From Ralph Waldo Emerson’s Essays and Lectures (public library; free download) — the same indispensable volume that gave us the great philosopher on the two essential requirements of true friendship — comes a layered and immeasurably insightful 1841 essay titled “Circles,” exploring the pillars of personal growth and how we can learn to stop resisting the very things that help us transcend our self-imposed limitations.

A century and a half before psychologists examined “the backfire effect” of our ideological stubbornness, Emerson considers how we arrive at our beliefs and why we have such a hard time with the uncomfortable luxury of changing our minds:

The key to every man is his thought. Sturdy and defying though he look, he has a helm which he obeys, which is the idea after which all his facts are classified. He can only be reformed by showing him a new idea which commands his own. The life of man is a self-evolving circle, which, from a ring imperceptibly small, rushes on all sides outwards to new and larger circles, and that without end. The extent to which this generation of circles, wheel without wheel, will go, depends on the force or truth of the individual soul. For it is the inert effort of each thought, having formed itself into a circular wave of circumstance … to heap itself on that ridge, and to solidify and hem in the life. But if the soul is quick and strong, it bursts over that boundary on all sides, and expands another orbit on the great deep, which also runs up into a high wave, with attempt again to stop and to bind. But the heart refuses to be imprisoned; in its first and narrowest pulses, it already tends outward with a vast force, and to immense and innumerable expansions.

The balance of steadfastness and spontaneity that jazz legend Bill Evans saw as necessary for his art, Emerson sees as necessary for the art of personal development:

Let me remind the reader that I am only an experimenter. Do not set the least value on what I do, or the least discredit on what I do not, as if I pretended to settle any thing as true or false. I unsettle all things. No facts are to me sacred; none are profane; I simply experiment, an endless seeker… Yet this incessant movement and progression which all things partake could never become sensible to us but by contrast to some principle of fixture or stability in the soul.

Illustration by Rob Hunter from 'A Graphic Cosmogony.' Click image for more.

In a sentiment that Bertrand Russell would come to echo nearly a century later in his ten timeless commandments of learning“Do not fear to be eccentric in opinion, for every opinion now accepted was once eccentric.” — Emerson considers our resistance to change, both as individuals and as a culture:

Every ultimate fact is only the first of a new series… The new statement is always hated by the old, and, to those dwelling in the old, comes like an abyss of skepticism.

[…]

In nature every moment is new; the past is always swallowed and forgotten… Nothing is secure but life, transition, the energizing spirit.
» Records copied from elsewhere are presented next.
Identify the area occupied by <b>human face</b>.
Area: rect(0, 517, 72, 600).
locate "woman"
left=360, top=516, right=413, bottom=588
No love can be bound by oath or covenant to secure it against a higher love. No truth so sublime but it may be trivial to-morrow in the light of new thoughts. People wish to be settled; only as far as they are unsettled is there any hope for them.

Life is a series of surprises.

But Emerson’s most pressing point has to do with how this courage for embracing uncertainty and change — especially unwelcome change — is the foundation of what we call character:

The difference between talents and character is adroitness to keep the old and trodden round, and power and courage to make a new road to new and better goals. Character makes an overpowering present; a cheerful, determined hour, which fortifies all the company, by making them see that much is possible and excellent that was not thought of. Character dulls the impression of particular events. When we see the conqueror, we do not think much of any one battle or success… The great man is not convulsible or tormentable; events pass over him without much impression. People say sometimes, ‘See what I have overcome; see how cheerful I am; see how completely I have triumphed over these black events.’ Not if they still remind me of the black event. True conquest is the causing the calamity to fade and disappear, as an early cloud of insignificant result in a history so large and advancing.

Illustration by Oliver Jeffers from the unusual and wonderful 'Once Upon an Alphabet: Short Stories for All the Letters.' Click image for more.

He returns to the notion of life’s self-evolving circle:

The one thing which we seek with insatiable desire is to forget ourselves, to be surprised out of our propriety, to lose our sempiternal memory, and to do something without knowing how or why; in short, to draw a new circle. Nothing great was ever achieved without enthusiasm. The way of life is wonderful: it is by abandonment. The great moments of history are the facilities of performance through the strength of ideas… They ask the aid of wild passions… to ape in some manner these flames and generosities of the heart.

Emerson’s Essays and Lectures is a sublimely rewarding read in its entirety, full of enduring wisdom on discipline, language, love, beauty, ethics, illusion, self-reliance, and nearly every other substantial aspect of the human experience. Complement it with fifteen ideas for self-refinement through the wisdom of the ages, including one from Emerson himself.